Environment variables

2 minute read

Environment variables on CloudBees CodeShip Basic

For most applications, you will need to set environment variables to be passed in your project’s build so that build steps, tests and deployments can all run successfully.

On CloudBees CodeShip Basic, this can be done either through your project’s Project Settings screen or through exporting environment variables during your setup or test commands. Additionally, we provide a set of pre-populated, global environment variables with information related to your build and the commit that triggered it.

Environment Page on Project Settings

On the Environment page of your project settings you can enter the variable name and values into the corresponding fields.

Environment Settings page

We will export these environment variables to the environment your build runs via a command similar to:

export VARIABLE_NAME="value"

Single (') and double quotes ("), as well as backticks (\`) in the value part of your variable are automatically escaped by prepending them with a backslash (\). Other characters with a special meaning (e.g. $) are not escaped automatically to allow you to use them with your environment variables. (For example to include the value of another variable.)

We export your environment variables before all other commands of your build. This is pure convenience for setting up the environment but completely equal to exporting environment variables yourself.

Directly in Setup or Test Commands

You can also export environment variables in your setup or test commands. So, for example, you could enter the following setup commands:

rvm use 2.0.0 export RAILS_ENV="test" bundle install

There is no difference between setting RAILS_ENV like this and adding it on the Environment page of your project settings. The advantage of putting it into the environment configuration is that secret values will not show up in your build log.

Default Environment Variables

By default, CodeShip populates a list of CI/CD related environment variables, such as the branch and the commit ID.

The environment variables CodeShip populates are:

CI                     # Always true. Ex: true
CI_BRANCH              # The branch name of the triggered build. Ex: master
CI_BUILD_NUMBER        # The specific CodeShip build number, correlates to the number in the build URL.
CI_BUILD_URL           # The URL for the specific build. Ex: https://app.codeship.com/projects/*project_id*/builds/*build_number*
CI_COMMITTER_EMAIL     # The committer's email address as set in the git commit.
CI_COMMITTER_NAME      # The committer's name as set in the git commit.
CI_COMMITTER_USERNAME  # The committer's SCM username. NOTE: For BitBucket users this is the nickname field.
CI_COMMIT_ID           # The HEAD commit ID of the triggered build.
CI_MESSAGE             # The commit message set in the git commit. If the commit message is especially long, only the end of the message will be displayed.
CI_NAME                # Always CodeShip. Ex: codeship
CI_PR_NUMBER           # The pull request number associated with the build. This value is blank if the build was triggered on a commit, merge, or tag.
CI_PULL_REQUEST        # The URL of the pull request associated with the build. The value is false if the build was triggered on a commit, merge, or tag.
CI_REPO_NAME           # The name of the corresponding SCM repository.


## Instructions to follow
Nothing but the text of the listing, repeated exactly, belongs in the answer; leave the images out.

== Supplied records

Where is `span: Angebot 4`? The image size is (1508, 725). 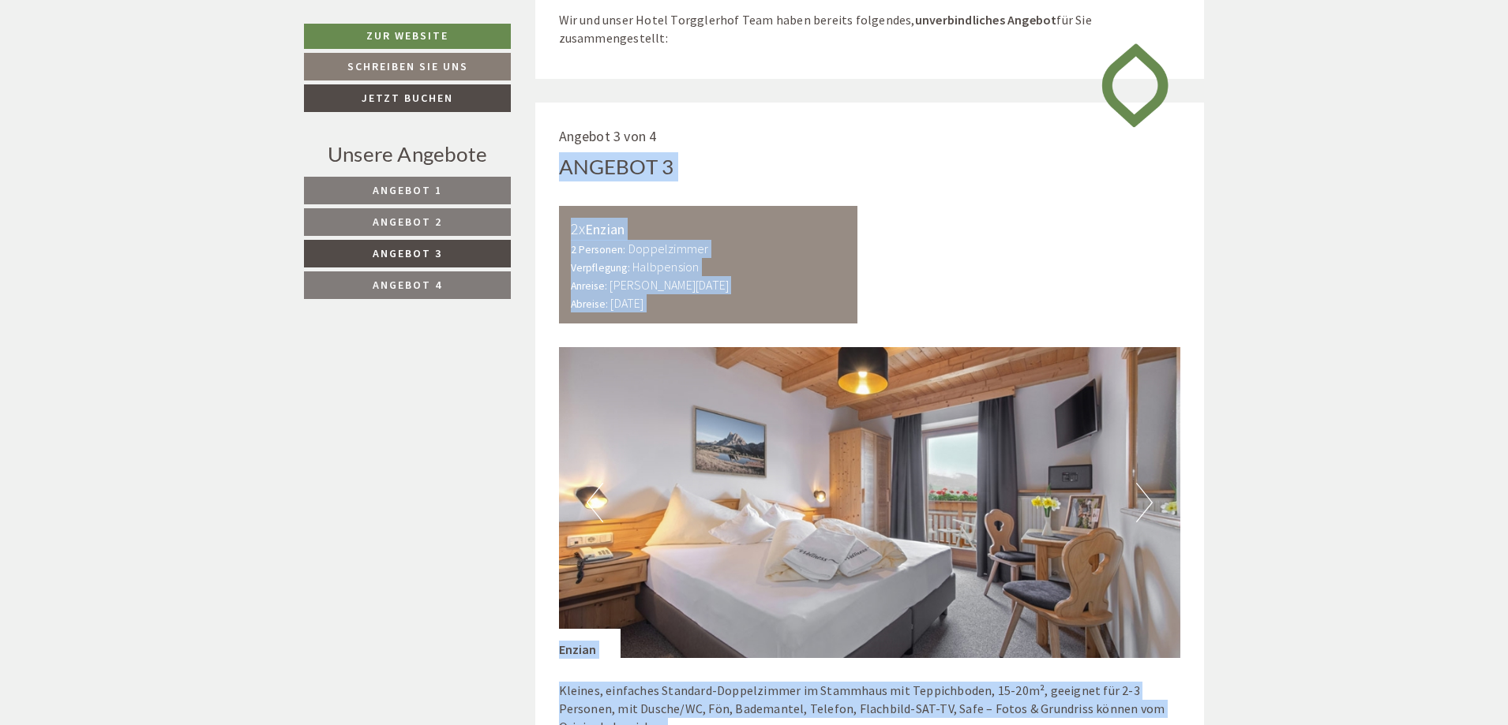
span: Angebot 4 is located at coordinates (407, 285).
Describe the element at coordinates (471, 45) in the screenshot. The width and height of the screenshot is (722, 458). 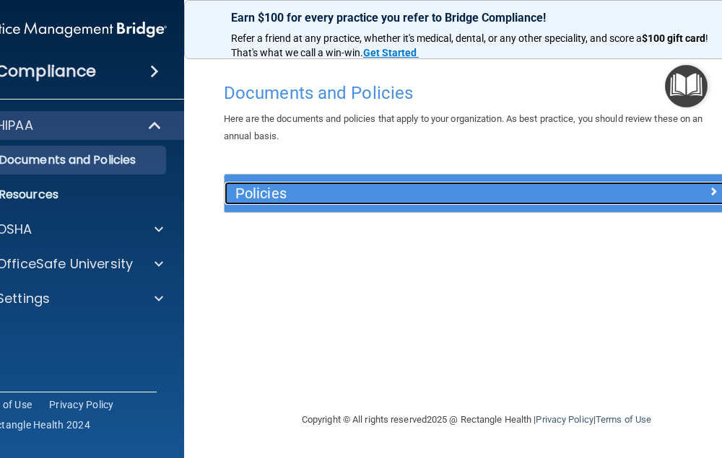
I see `span: ! That's what we call a win-win.` at that location.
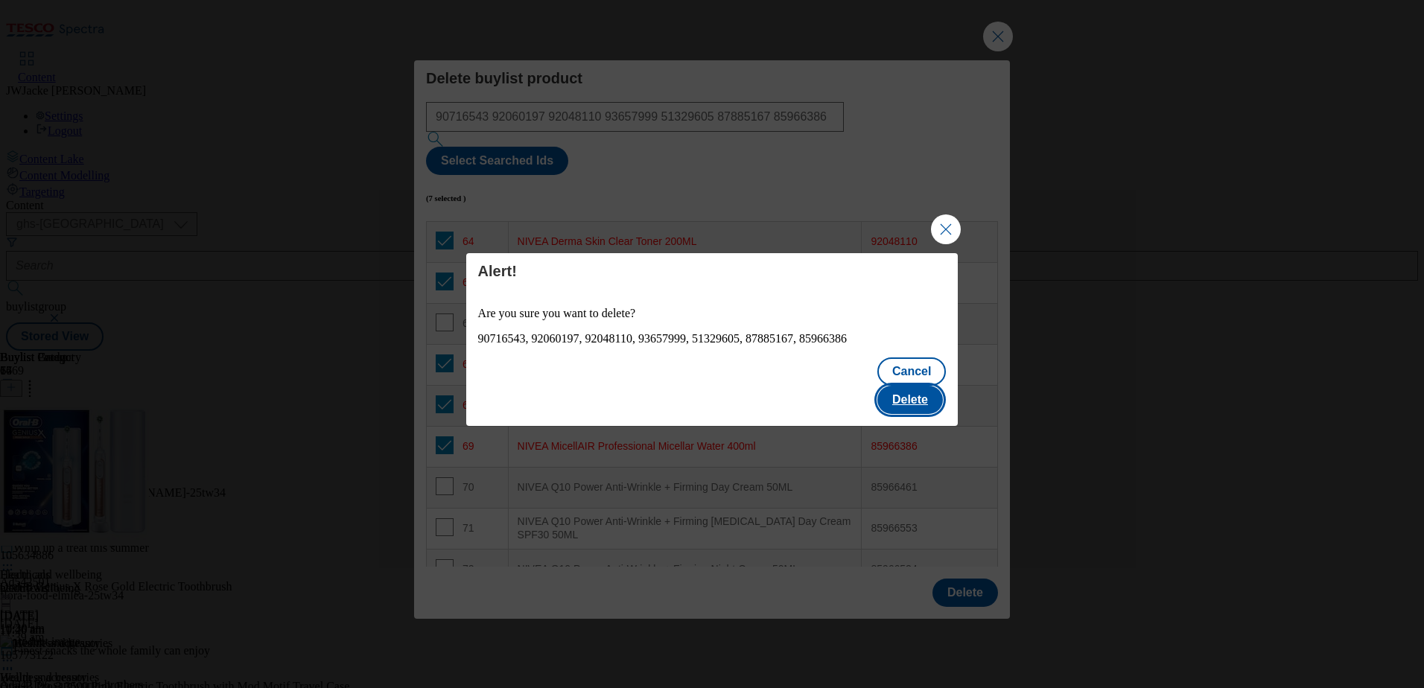 This screenshot has height=688, width=1424. I want to click on button: Close Modal, so click(946, 229).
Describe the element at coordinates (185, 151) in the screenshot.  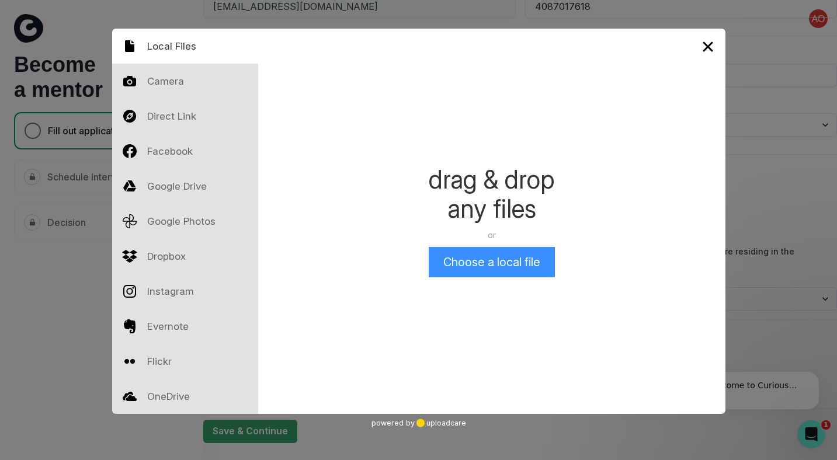
I see `div: Facebook` at that location.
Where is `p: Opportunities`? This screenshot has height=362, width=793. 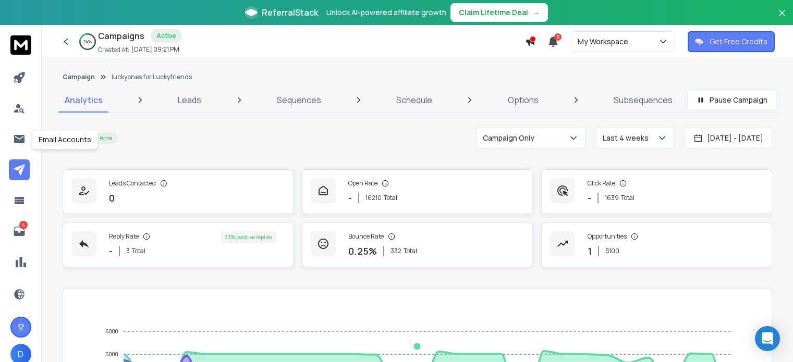
p: Opportunities is located at coordinates (607, 237).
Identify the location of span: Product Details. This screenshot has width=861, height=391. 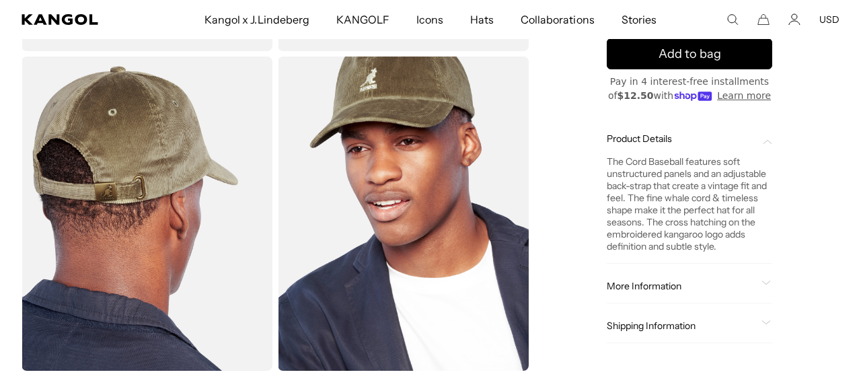
(681, 139).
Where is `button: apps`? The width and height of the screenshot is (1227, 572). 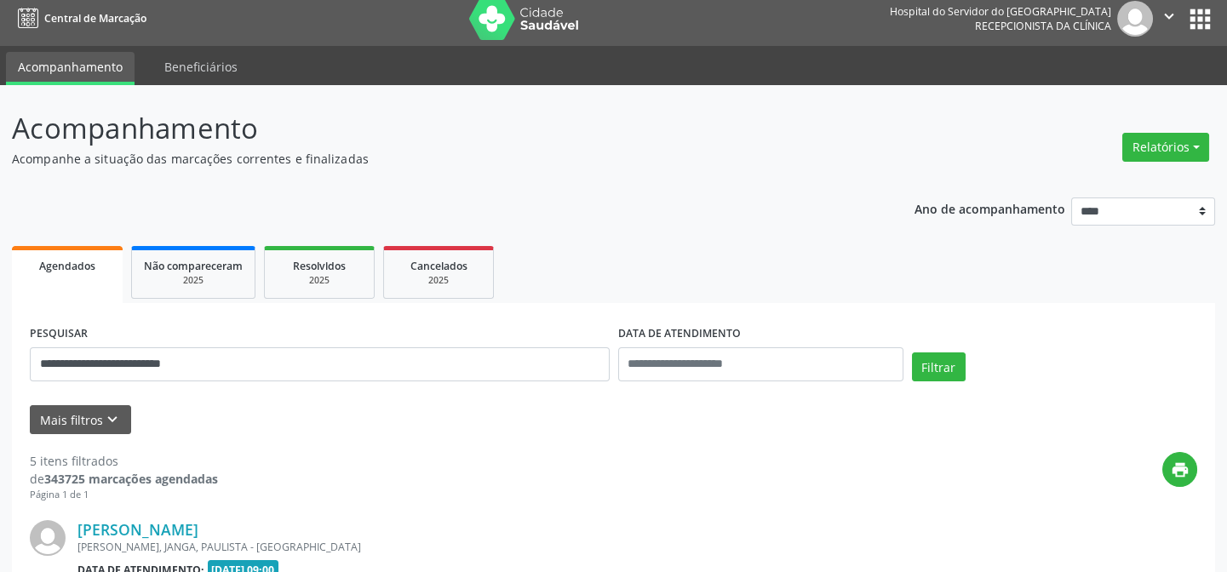
button: apps is located at coordinates (1200, 19).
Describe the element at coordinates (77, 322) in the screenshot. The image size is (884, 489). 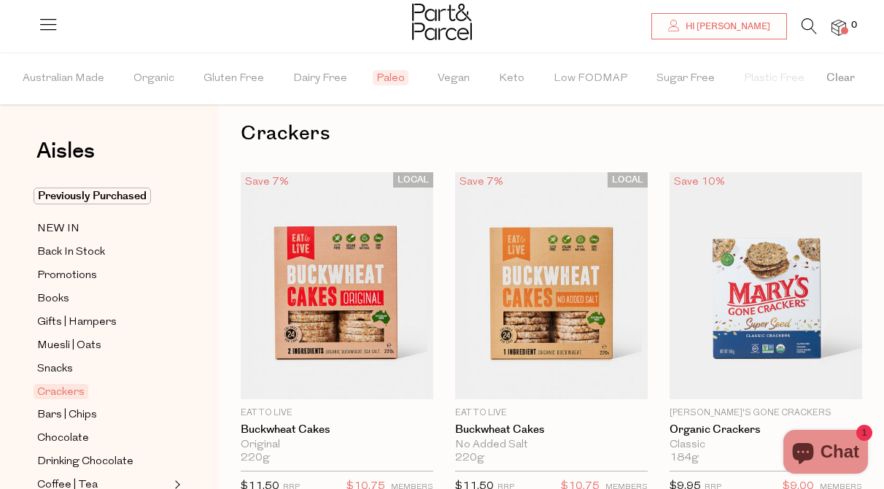
I see `span: Gifts | Hampers` at that location.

====

## Problem solution
Where is `span: Angebot 4`? The image size is (1508, 725). 
span: Angebot 4 is located at coordinates (407, 285).
Describe the element at coordinates (471, 45) in the screenshot. The width and height of the screenshot is (722, 458). 
I see `span: ! That's what we call a win-win.` at that location.
 This screenshot has height=688, width=1424. I want to click on button: Close Modal, so click(946, 229).
Describe the element at coordinates (185, 151) in the screenshot.  
I see `div: Facebook` at that location.
Where is `p: Opportunities`? This screenshot has height=362, width=793. 
p: Opportunities is located at coordinates (607, 237).
Identify the location of span: Product Details. This screenshot has width=861, height=391. 
(681, 139).
Where is `button: apps`? The width and height of the screenshot is (1227, 572). 
button: apps is located at coordinates (1200, 19).
Describe the element at coordinates (77, 322) in the screenshot. The image size is (884, 489). 
I see `span: Gifts | Hampers` at that location.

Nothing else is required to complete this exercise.